Linked List: December 7, 2018

Emails Show Facebook Is Well Aware That Tracking Contacts Is Creepy 

Kashmir Hill, in an excellent piece for Gizmodo:

Then a man named Yul Kwon came to the rescue saying that the growth team had come up with a solution! Thanks to poor Android permission design at the time, there was a way to update the Facebook app to get “Read Call Log” permission without actually asking for it. “Based on their initial testing, it seems that this would allow us to upgrade users without subjecting them to an Android permissions dialog at all,” Kwon is quoted. “It would still be a breaking change, so users would have to click to upgrade, but no permissions dialog screen. They’re trying to finish testing by tomorrow to see if the behavior holds true across different versions of Android.”

Oh yay! Facebook could suck more data from users without scaring them by telling them it was doing it! This is a little surprising coming from Yul Kwon because he is Facebook’s chief ‘privacy sherpa,’ who is supposed to make sure that new products coming out of Facebook are privacy-compliant. I know because I profiled him, in a piece that happened to come out the same day as this email was sent. A member of his team told me their job was to make sure that the things they’re working on “not show up on the front page of the New York Times” because of a privacy blow-up. And I guess that was technically true, though it would be more reassuring if they tried to make sure Facebook didn’t do the creepy things that led to privacy blow-ups rather than keeping users from knowing about the creepy things.
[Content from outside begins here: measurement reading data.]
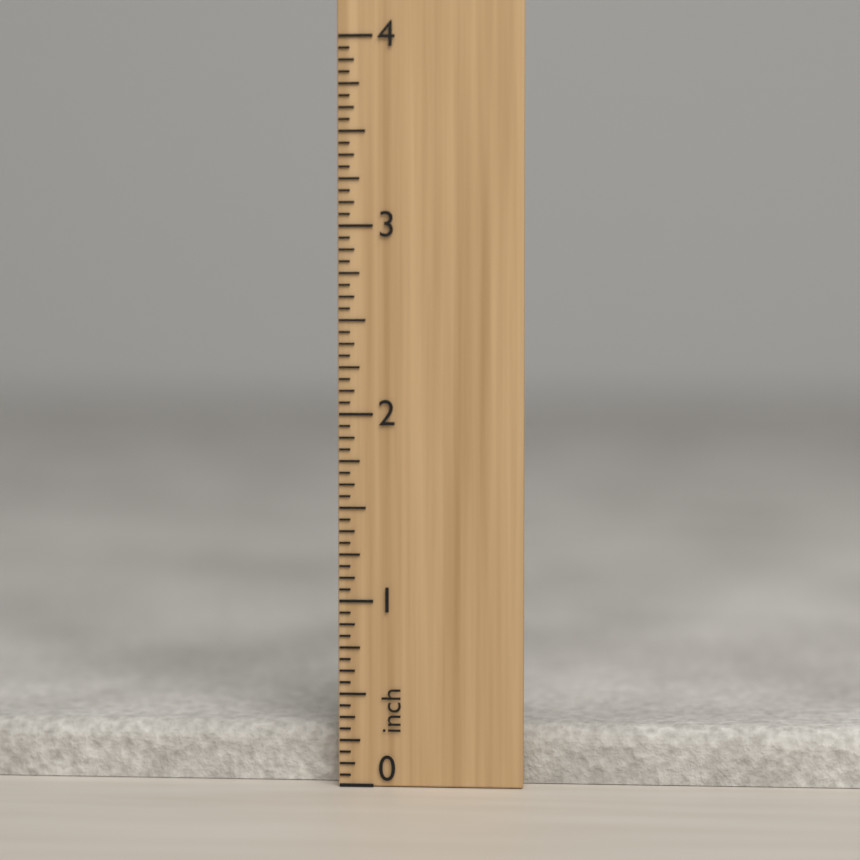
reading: 0.3125 inch
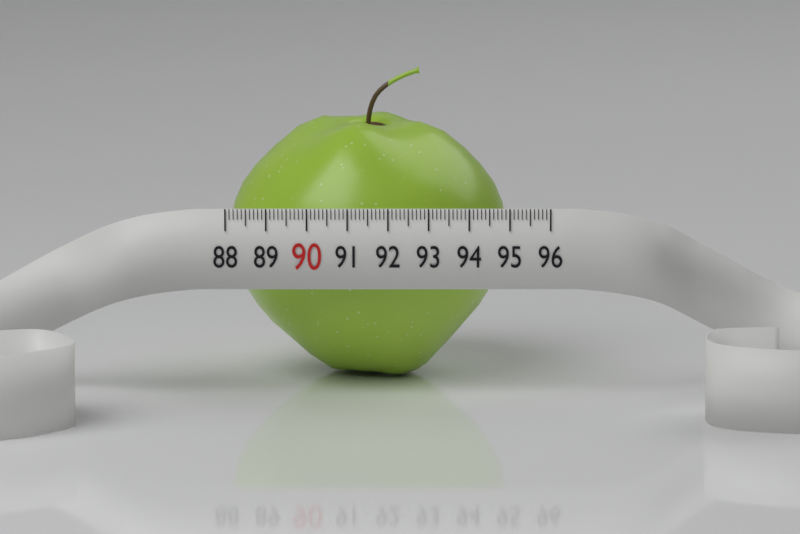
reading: 95.0 (no unit)
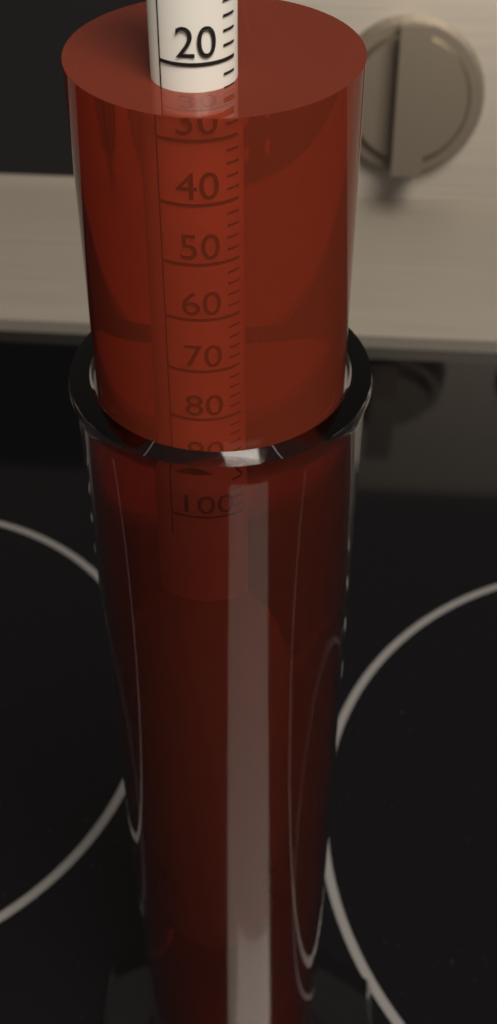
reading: 24 (no unit)
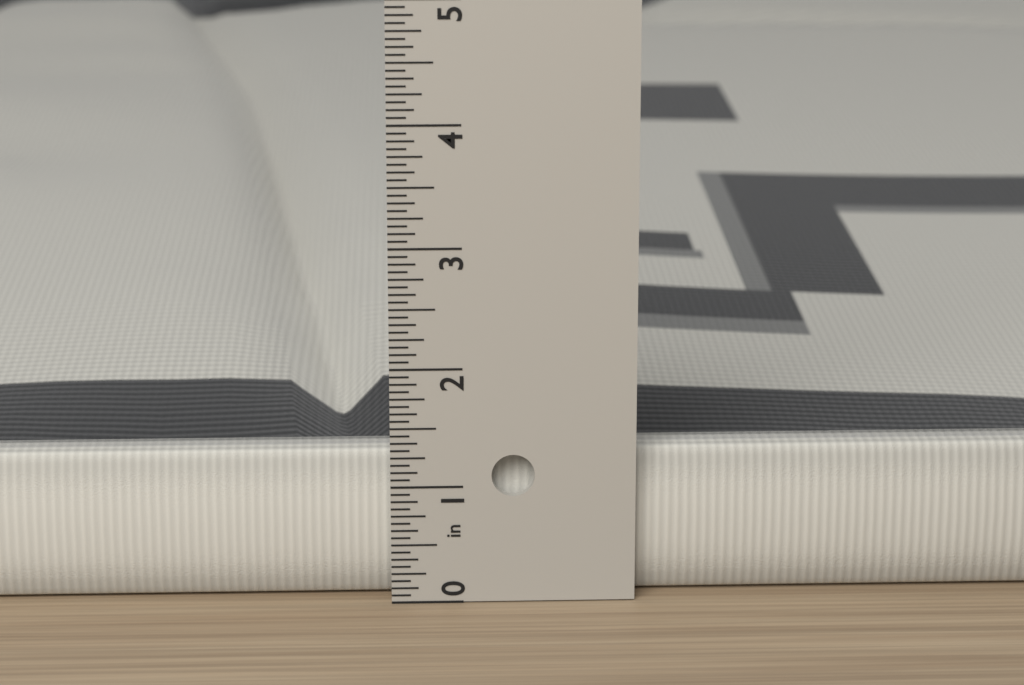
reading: 1.2500 in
The Facebook executives who approved this ought to be going to jail. Facebook is to privacy what Enron was to accounting.

Microsoft Is Adopting Chromium 

Joe Belfiore, VP of Windows at Microsoft:

We will move to a Chromium-compatible web platform for Microsoft Edge on the desktop. Our intent is to align the Microsoft Edge web platform simultaneously (a) with web standards and (b) with other Chromium-based browsers. This will deliver improved compatibility for everyone and create a simpler test-matrix for web developers.

This is really rather stunning news, especially when you think back to the browser war in the 1990s. And I don’t think it’s a good thing for the web.

David Heinemeier Hansson:

Sad to see Microsoft throw in the towel on their own browser rendering engine. The web doesn’t benefit when developers are encouraged to “just test in Chrome” through consolidation. We need a strong, diverse set of browsers. HANG IN THERE FIREFOX!

After Microsoft makes this switch, the only remaining major browser engines will be Chromium, Mozilla/Gecko, and Safari/WebKit. On the other hand, they plan to bring Edge to MacOS:

Microsoft Edge will now be delivered and updated for all supported versions of Windows and on a more frequent cadence. We also expect this work to enable us to bring Microsoft Edge to other platforms like macOS.

Microsoft making a browser for the Mac again also brings back memories of the ’90s, when IE was the best browser for the platform.